Johnson could exert his power after a bad local election result by calling a cabinet reshuffle and moving his wounded Chancellor. But this would present two problems. There’s no easy solution for a cost-of-living crisis, and a new chancellor more likely to assuage No. 10’s borrow-and-spend instincts could spook the Bank of England.

Plus, a weakened Sunak may be exactly what Johnson needs. ‘Boris is the ultimate pro-competition laissez-faire politician until it comes to himself,’ says a former minister. ‘He wants those around him not to pose a threat. It suits him to have a vassal chancellor.’ One party old hand believes the person who would benefit most from a change of chancellor would be Sunak: ‘He needs to get to another department and regroup – but not the Home Office.’

When David Canzini took over as Johnson’s new deputy chief of staff in March, he said the government’s main priority was delivering Brexit opportunities. That has already changed – now the cost-of-living crisis tops the list. Johnson thinks he can win back Tory doubters by handling all of this in a Conservative way. He has been talking about a plan for growth from investment and skills to free ports.

He will attempt to seize the initiative next week by chairing a meeting with secretaries of state where each will be asked to come up with a way to ease the cost-of-living crisis. ‘It shouldn’t just be all on Rishi to hand out dough,’ says a senior government figure. Measures under review include raising the cap for the maximum number of children a childminder can look after – which currently stands at six children under the age of eight. ‘Jacob looks after six and he’s not even a professional,’ says a party figure (though Rees-Mogg has admitted on the record that he has never changed a nappy).

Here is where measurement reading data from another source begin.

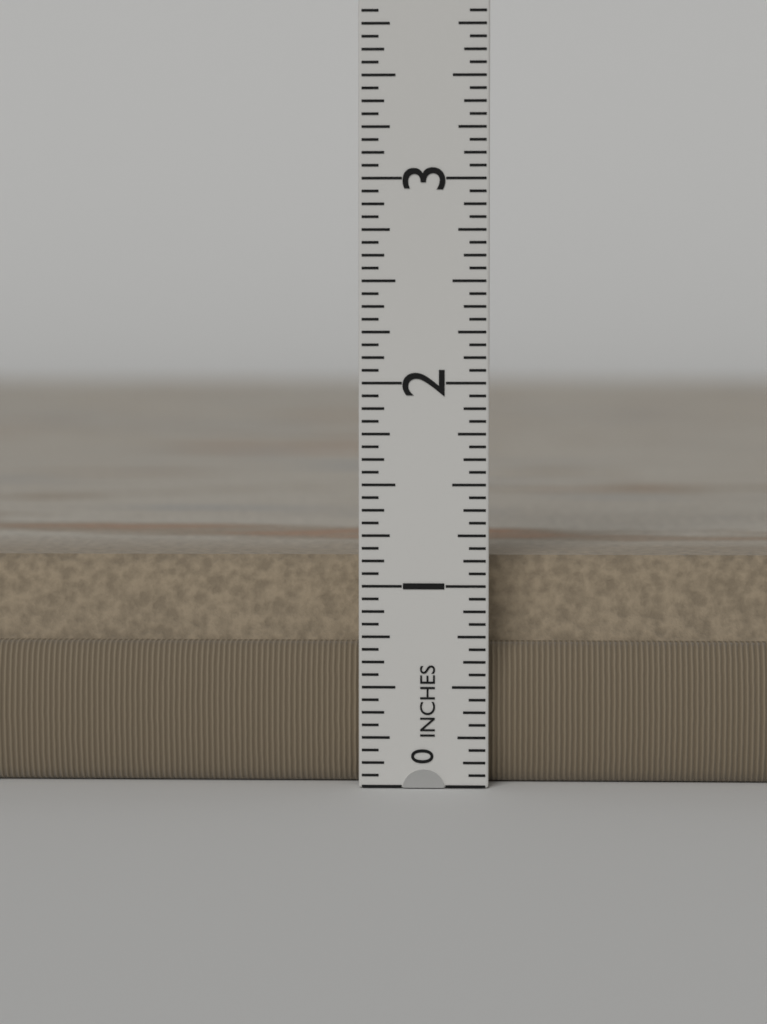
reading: 1.1250 in
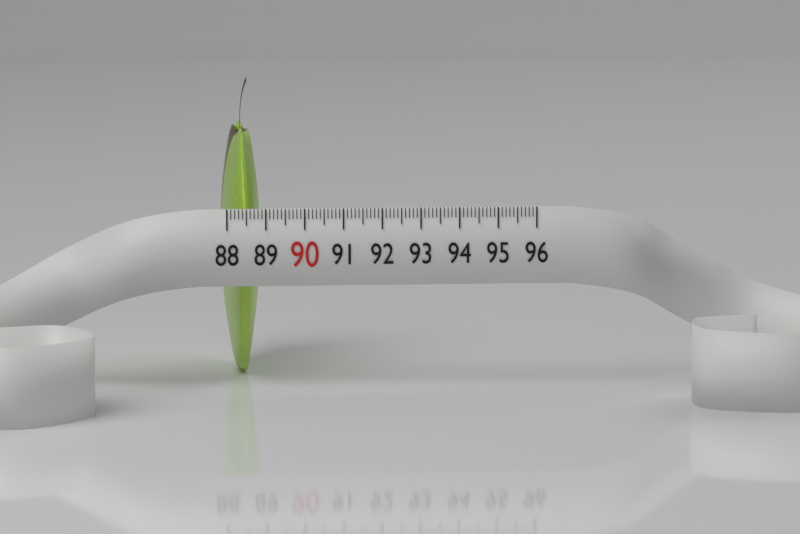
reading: 89.0 (no unit)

The best-case scenario touted by Johnson optimists is that after a long shaky start, he has now found his feet and will govern as he did in his City Hall days: as a liberal Tory keeping council tax down while launching grands projets. ‘He had to focus first on pushing Brexit through,’ says a confidante of the Prime Minister. ‘Then the pandemic came and he was “following the science” and doing deeply illiberal things. At last he has a chance to do what he does best – what his instincts are.’ A focus on a conservative agenda – one which pleases the right of his party – is also viewed as the Tories’ route to a fifth term.

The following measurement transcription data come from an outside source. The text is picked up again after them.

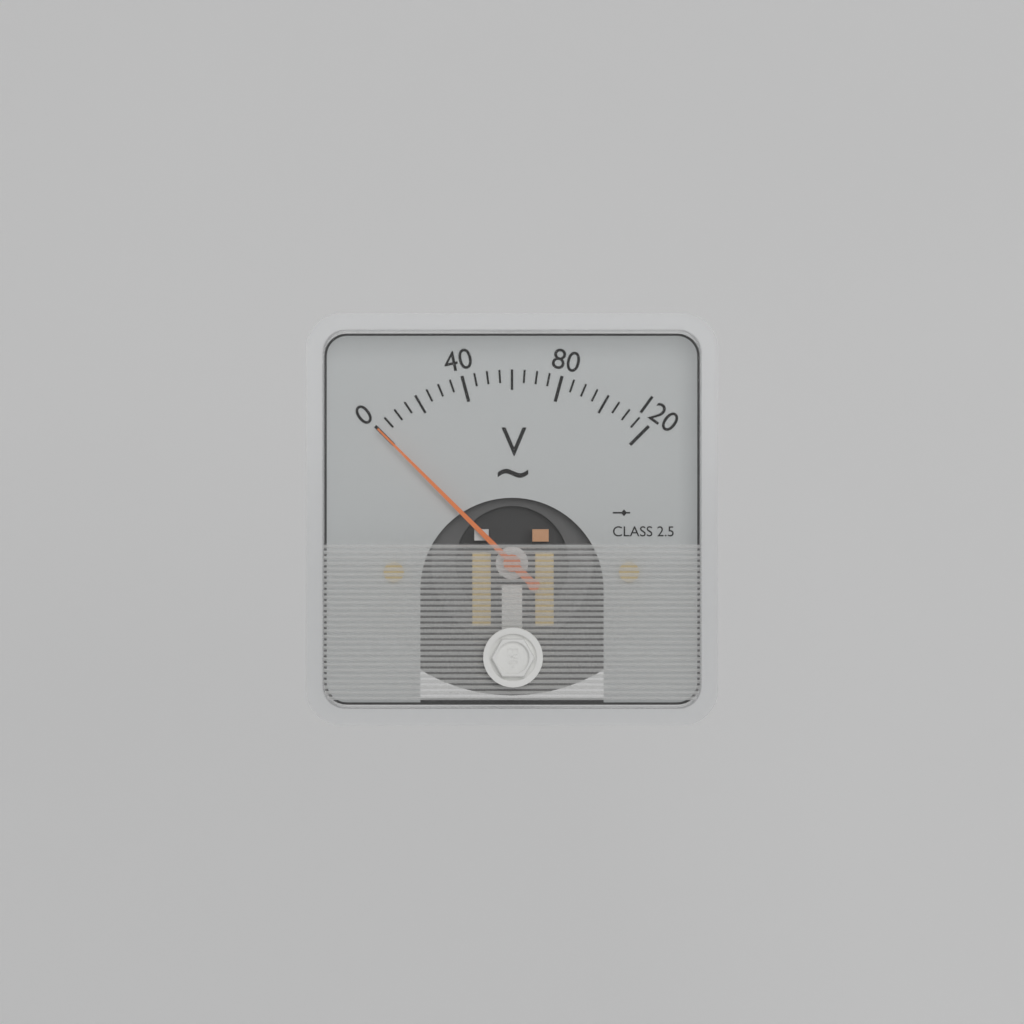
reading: 0 V
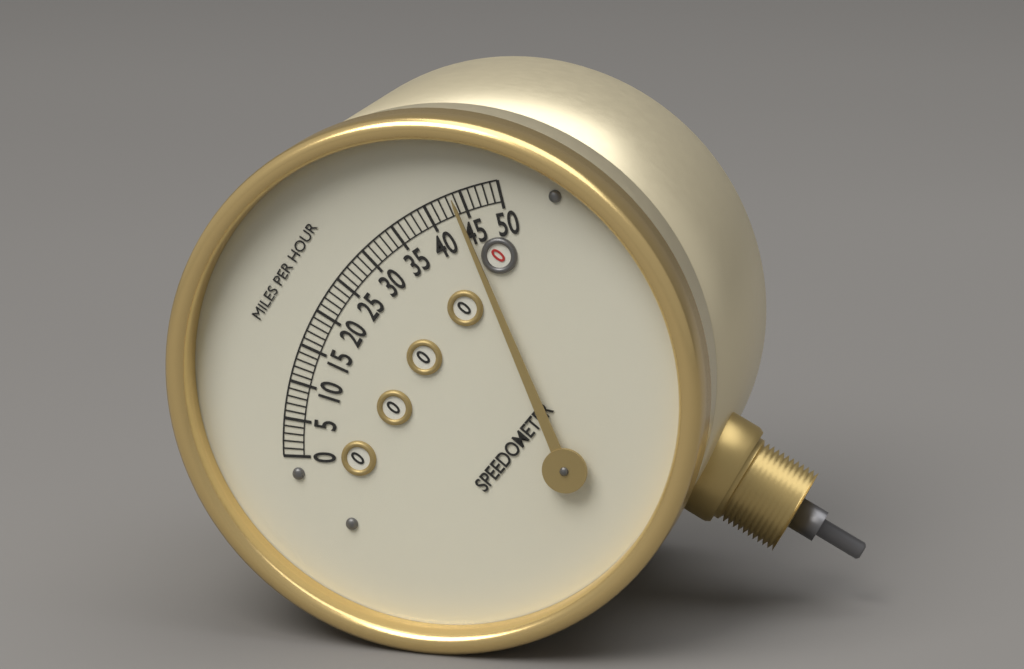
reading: 44 mph
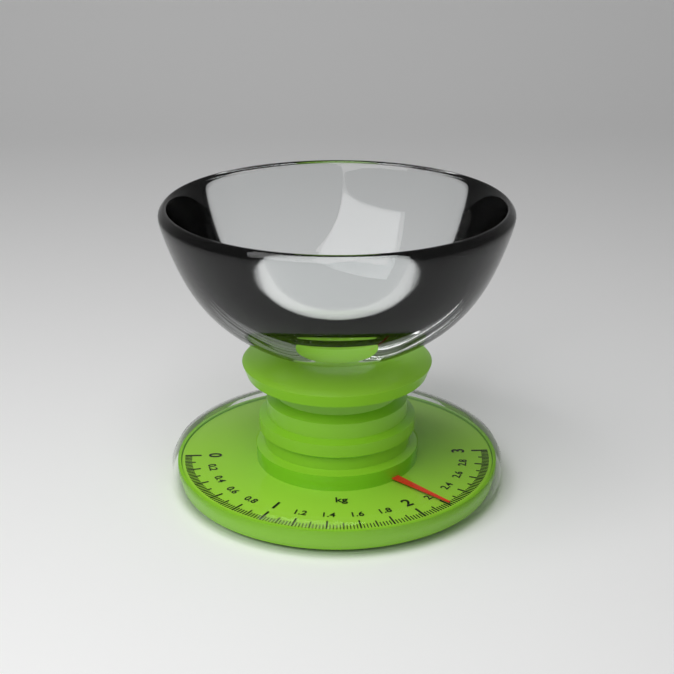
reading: 2.20 kg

Johnson’s handling of Britain’s response to the war in Ukraine has also boosted his standing among Tory members. The official line – as parroted by loyal Tory MPs both in the Chamber and in the media – is that a European war means there’s no time for a lengthy leadership contest. As Sir Geoffrey Clifton-Brown, a senior Tory backbencher, put it: ‘The process of electing a new prime minister will take at least two months. With all that instability that it will cause, I think it is right to wait until the investigation is concluded before making a judgment.’

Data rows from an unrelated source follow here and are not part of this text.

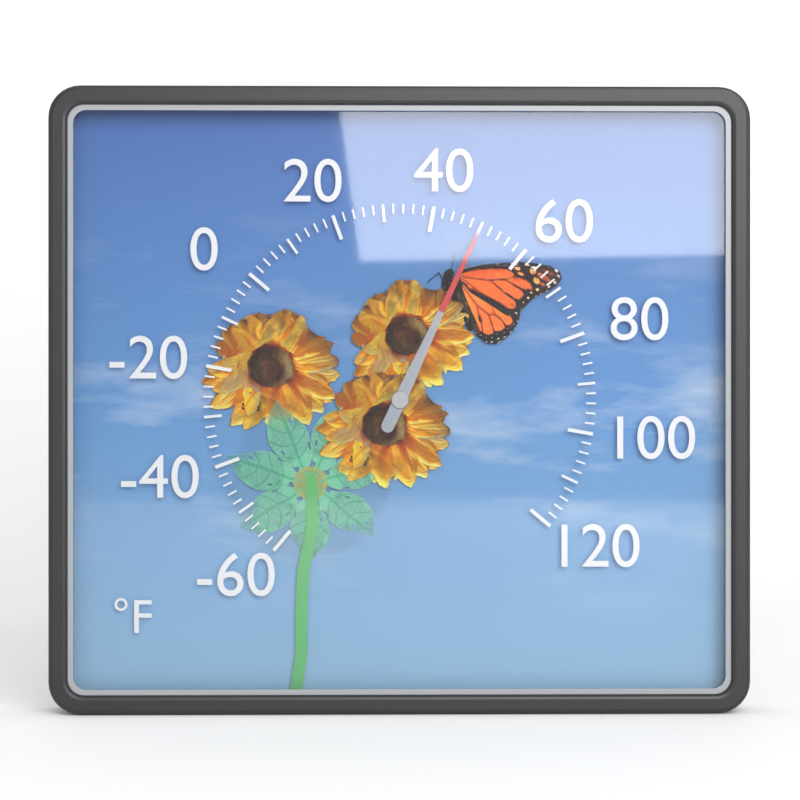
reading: 50 °F
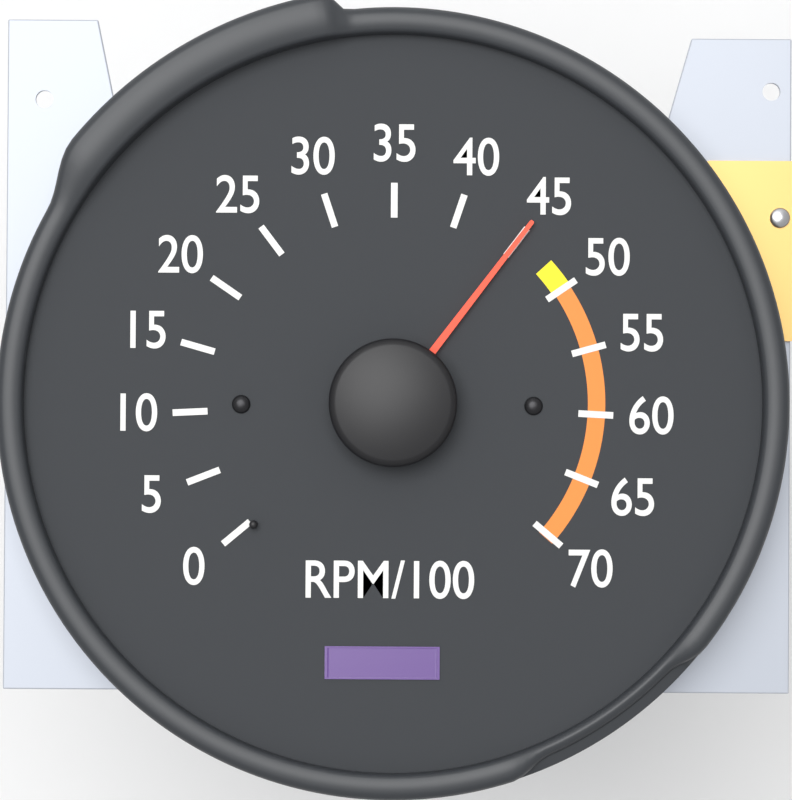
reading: 45 RPM/100
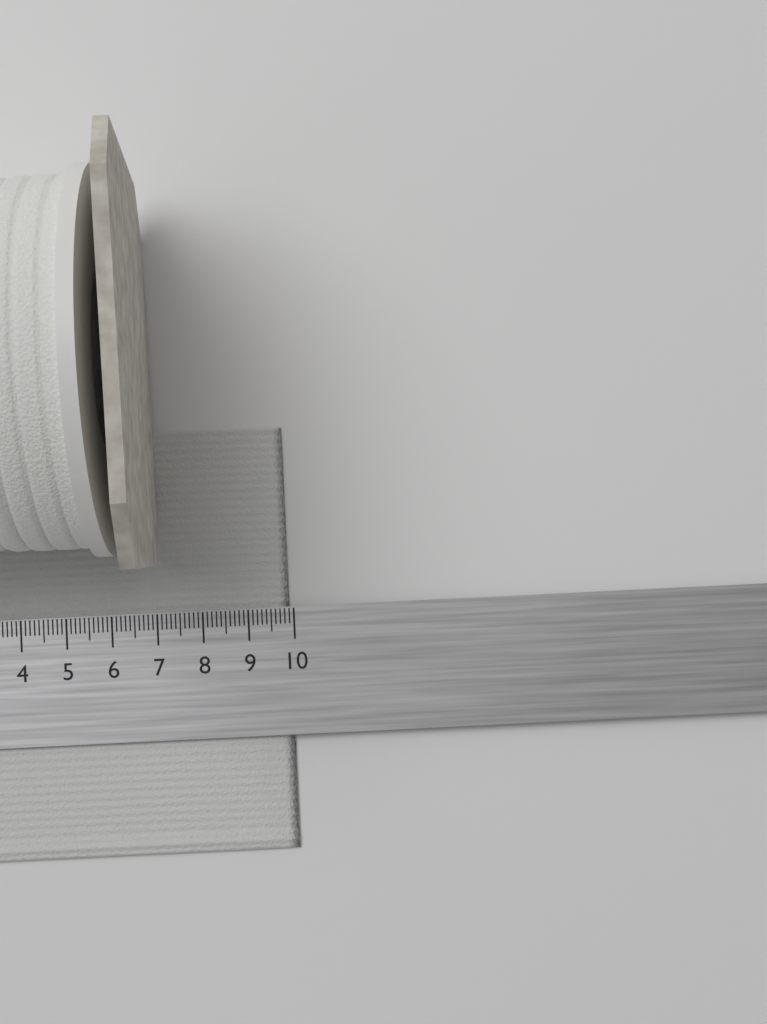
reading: 9.9 cm
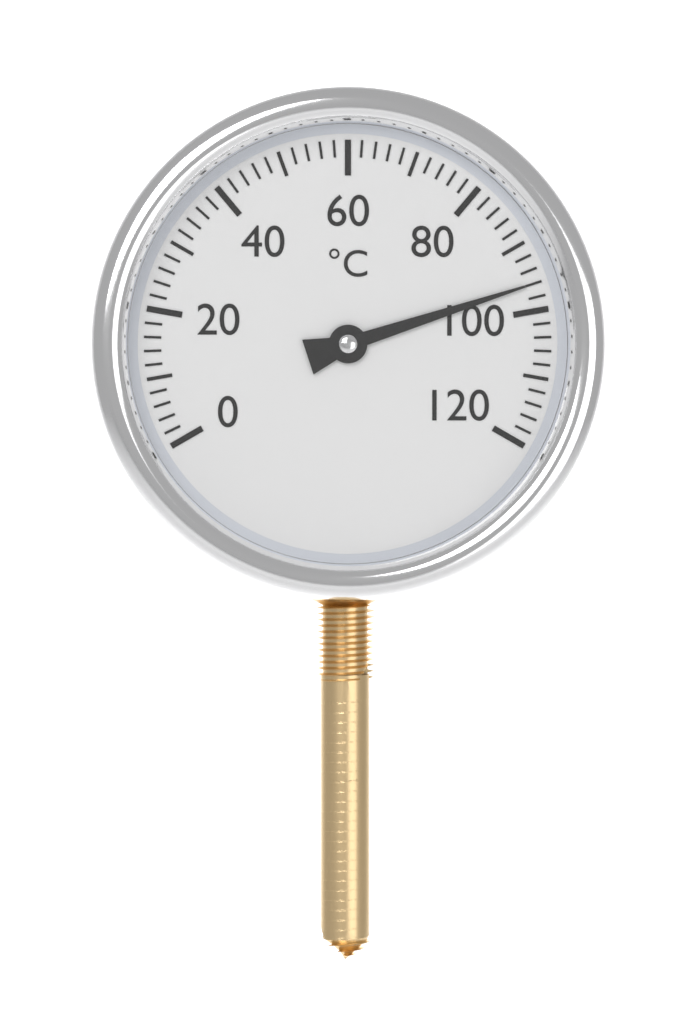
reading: 96 °C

But things can always get worse. ‘There are worse challenges coming,’ warns a Tory grandee. The biggest concern among Tory MPs is that the police investigation will bring more fines for the Prime Minister. ‘He has been fined over a birthday cake in working hours – that’s the thin end of the wedge,’ says a government aide. If Johnson is found guilty of many more lockdown offences – including in the Downing Street flat – then his party could still turn on him. He’s being saved not by personal loyalty, but by a feeling on the Tory backbenches that he’s better than any likely alternative. This calculation could change at any moment.

The Prime Minister has survived longer into the partygate scandal than his critics predicted. But he is still in a volatile position. For all his talk of the beginning of the end, Johnson has some way to go yet before he is safe.